Thursday, January 25, 2007

The Jackson Free Press award winning series "Road to Justice"


THE HOT DAYS OF HATE
HAVE NOT DISAPPEARED
AND MAY BE RETURNING!

If you have been following the recent news coverage of what big media call "another Klan cold case" you might like taking a trip back through our archives of another case near a similar site of a sixties death squad active in Neshoba county, Mississippi go to: http://fightincockflyer.blogspot.com/search?q=neshoba the links should still be active. The link will appear below this post.

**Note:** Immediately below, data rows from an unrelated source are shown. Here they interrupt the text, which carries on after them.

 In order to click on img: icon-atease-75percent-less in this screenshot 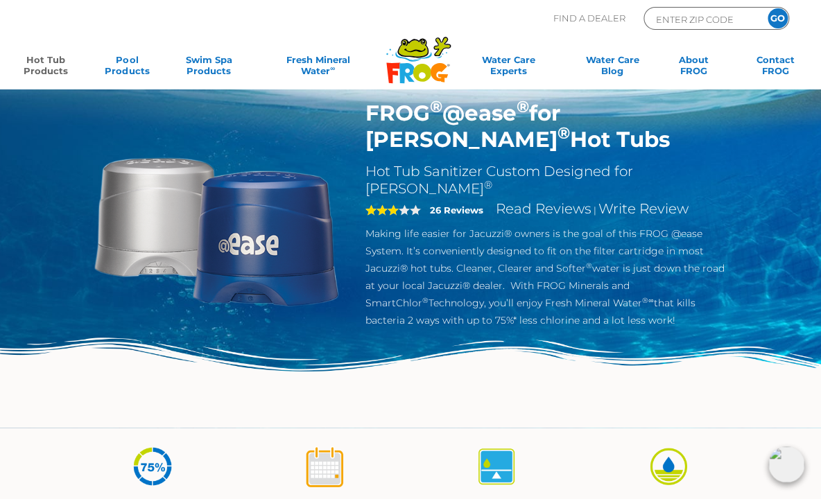, I will do `click(153, 467)`.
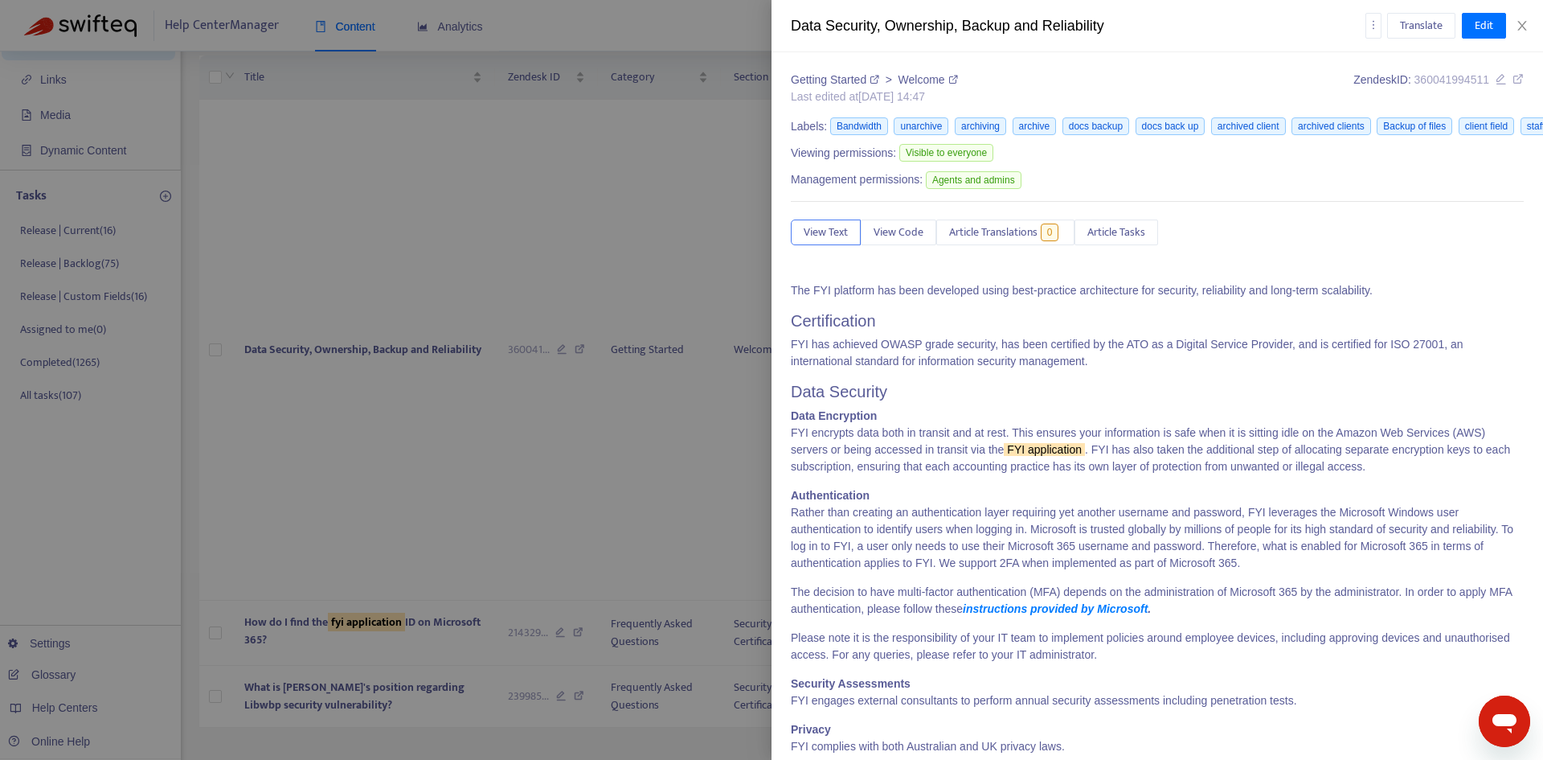 This screenshot has width=1543, height=760. Describe the element at coordinates (830, 495) in the screenshot. I see `strong: Authentication` at that location.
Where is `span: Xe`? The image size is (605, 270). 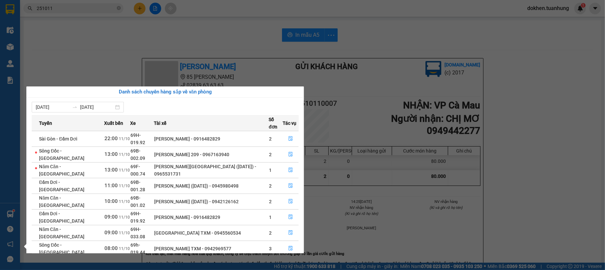 span: Xe is located at coordinates (133, 123).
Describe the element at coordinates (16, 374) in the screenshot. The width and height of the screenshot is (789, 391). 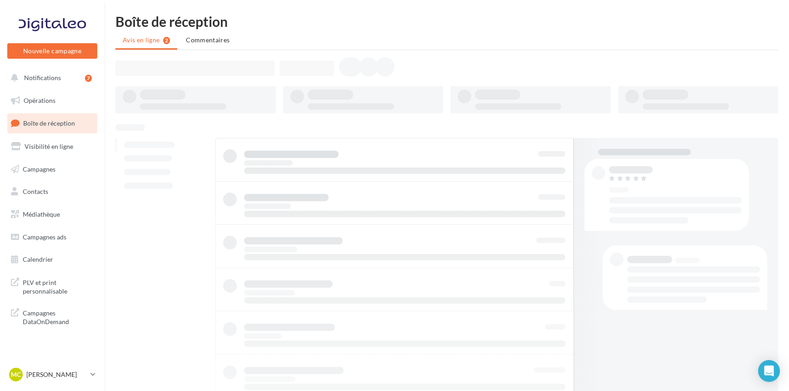
I see `span: MC` at that location.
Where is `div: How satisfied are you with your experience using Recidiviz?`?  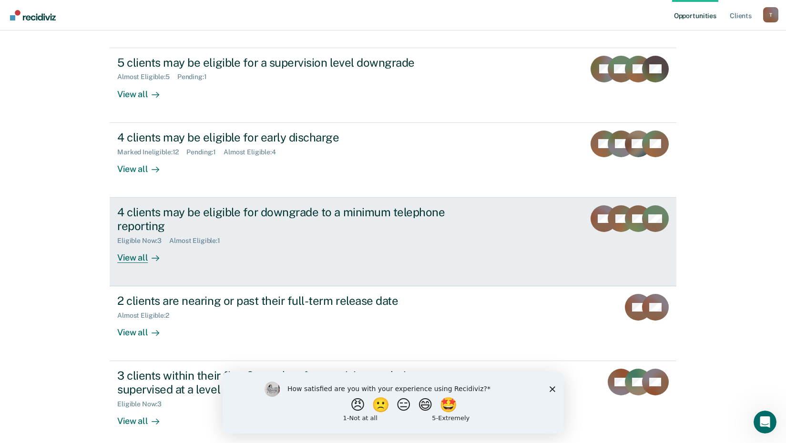 div: How satisfied are you with your experience using Recidiviz? is located at coordinates (175, 17).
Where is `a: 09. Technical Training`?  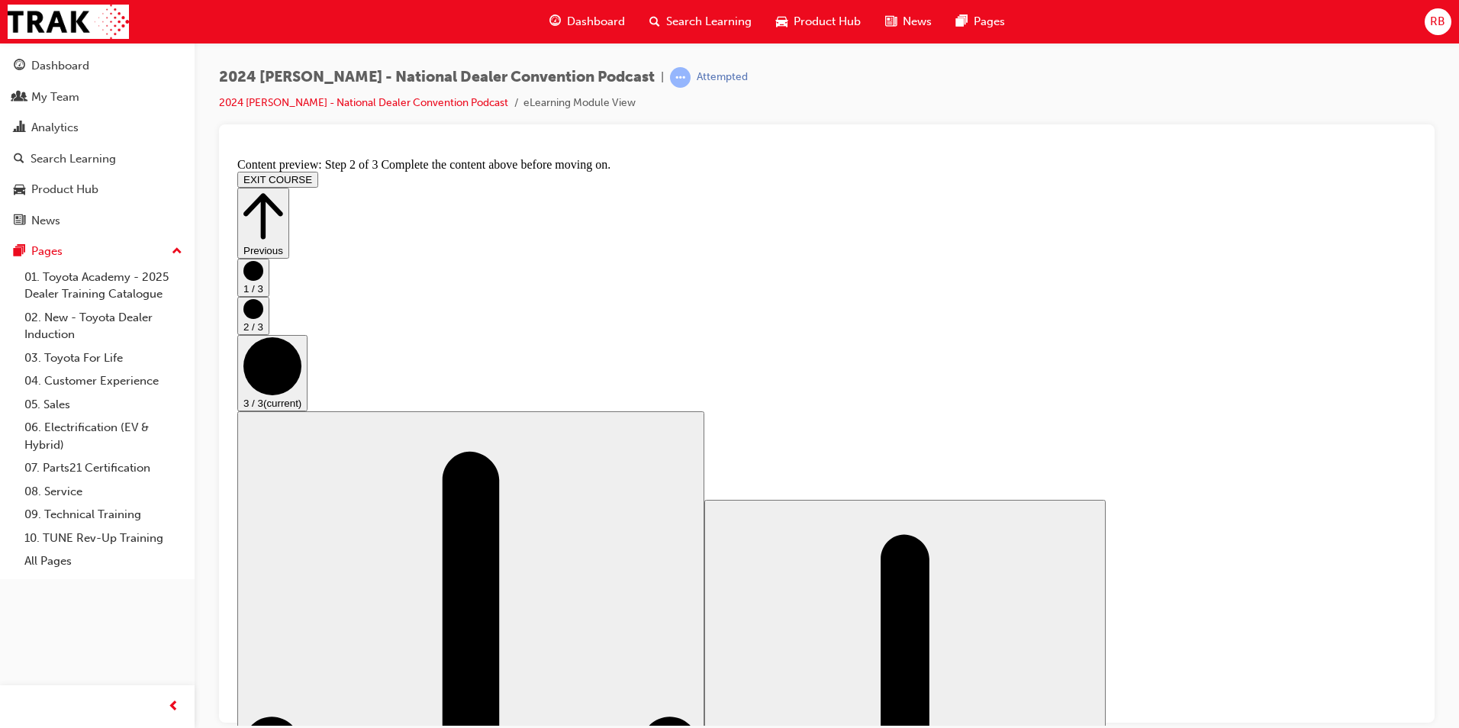
a: 09. Technical Training is located at coordinates (103, 514).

And if you haven't heard yet what's airing on the news, here is what's going on - and it is remarkable - how one victim's brother [more than thirty-five years later] returns with a few reporters, did their own investigation into locating the men who tortured and killed his brother and another. Locals including members of the press reported to the investigators that the perpetrators were long dead.
The link below provides a cold look into the conditions faced by those supporting civil rights in Ole Mississip' and how rotten to the core the culture, people and society remained after Reconstruction.
It is a remarkable story told by a local paper.
The men had been accused in 1964 after an intense federal investigation where bodies were turning up all across the South, in this case the two torsos, skulls, chains and jerry rigged anchors were found by Navy divers under the supervision of the FBI. The murder charges were referred by the FBI to the local government who promptly dropped them.
It is also interesting that during that time the victims, two local young men were accused of being "Muslims organizing" in the area during those hot days of the civil rights struggle in the South. In fact they were merely hitch hiking to a dance and were barely involved in any civil rights organizing.

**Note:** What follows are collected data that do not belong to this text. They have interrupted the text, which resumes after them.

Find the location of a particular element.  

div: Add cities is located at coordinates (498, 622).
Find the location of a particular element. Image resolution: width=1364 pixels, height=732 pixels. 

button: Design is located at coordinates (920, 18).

Read below and follow the local paper that told the story appearing in the news today:

"Following are links to the Jackson Free Press' full, and ongoing, package of stories about 1960s Klan activity in the Natchez-Meadville-Roxie, Miss., area, starting with the award-winning investigative story by Donna Ladd and a team of young Mississippians, working with David Ridgen, a documentary filmmaker from the Canadian Broadcasting Corp., about Thomas' Moore's 2005 return to Mississippi to seek justice for his brother's murder. In the first story, the Jackson Free Press first reported the news that both of the main Klan suspects are still alive in the Natchez area—although The Clarion-Ledger and other media had previously reported that the primary suspect had died."